Criminal justice reform seeks to address structural issues in criminal justice systems such as racial profiling, police brutality, overcriminalization, mass incarceration, and recidivism. Criminal justice reform can take place at any point where the criminal justice system intervenes in citizens’ lives, including lawmaking, policing, and sentencing.
Osborne Association is a non-governmental, multi-service, criminal justice reform, and direct service organization. Osborne runs programs for people who have been in conflict with the law and their families. It operates from community offices in Brooklyn, The Bronx, Buffalo, Manhattan, and Newburgh, New York, White Plains, New York, Troy, New York and inside more than forty New York State prisons and jails.
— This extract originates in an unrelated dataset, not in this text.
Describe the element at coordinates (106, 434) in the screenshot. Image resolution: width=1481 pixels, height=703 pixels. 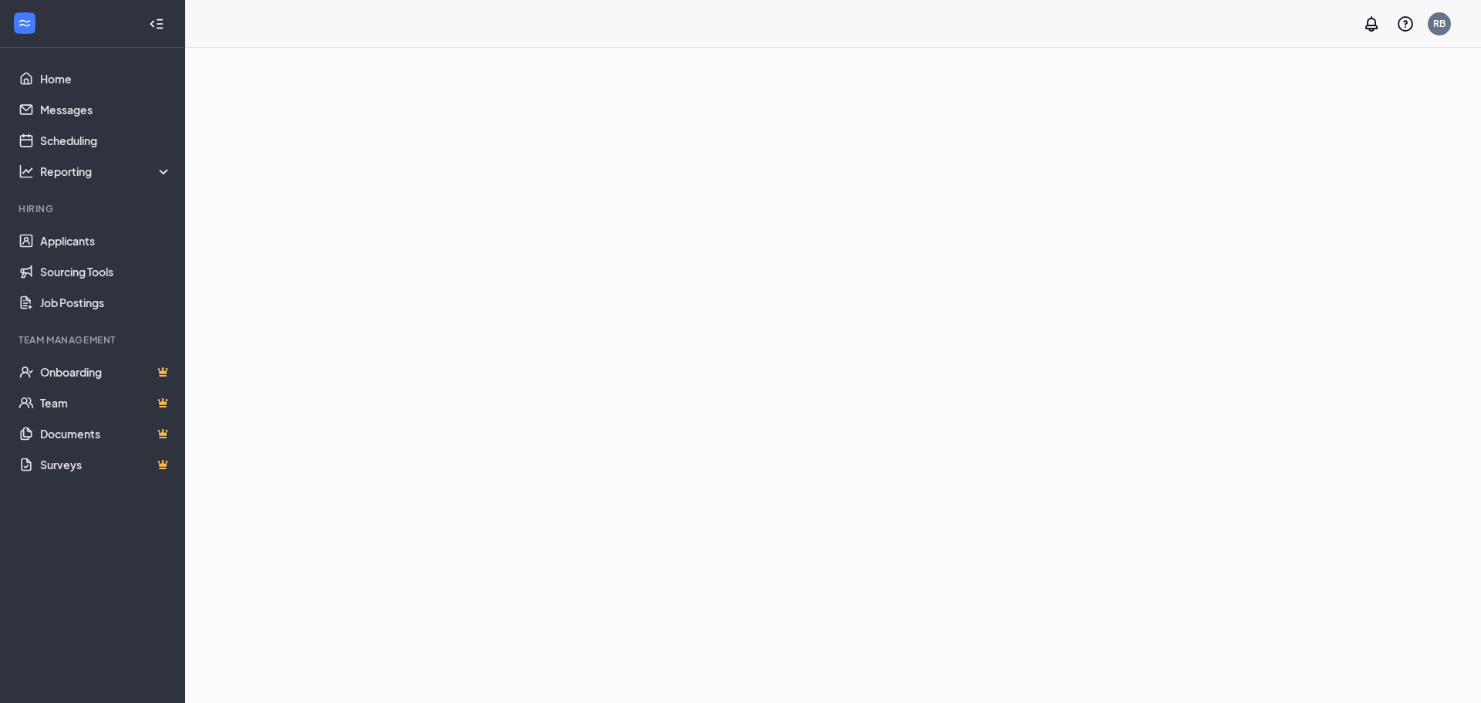
I see `a: DocumentsCrown` at that location.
They work with the families and communities of incarcerated individuals to try and redress harm done by the criminal justice system, whilst also working to reform the system by challenging racist policies and retributive justice.
Norway's criminal justice system focuses on the principles of restorative justice and the rehabilitation of prisoners. Correctional facilities in Norway focus on maintaining custody of the offender and attempting to make them functioning members of society. Norway's prison system is renowned as one of the most effective and humane in the world.
Victor Folke Nelson was a Swedish-American writer, prisoner, and prison reform advocate. He spent many years incarcerated in both the New York and Massachusetts prison systems and came to the attention of neurologist Abraham Myerson and penologist Thomas Mott Osborne for his potential as a writer. In 1932, Nelson published his book Prison Days and Nights with the assistance of Dr. Myerson.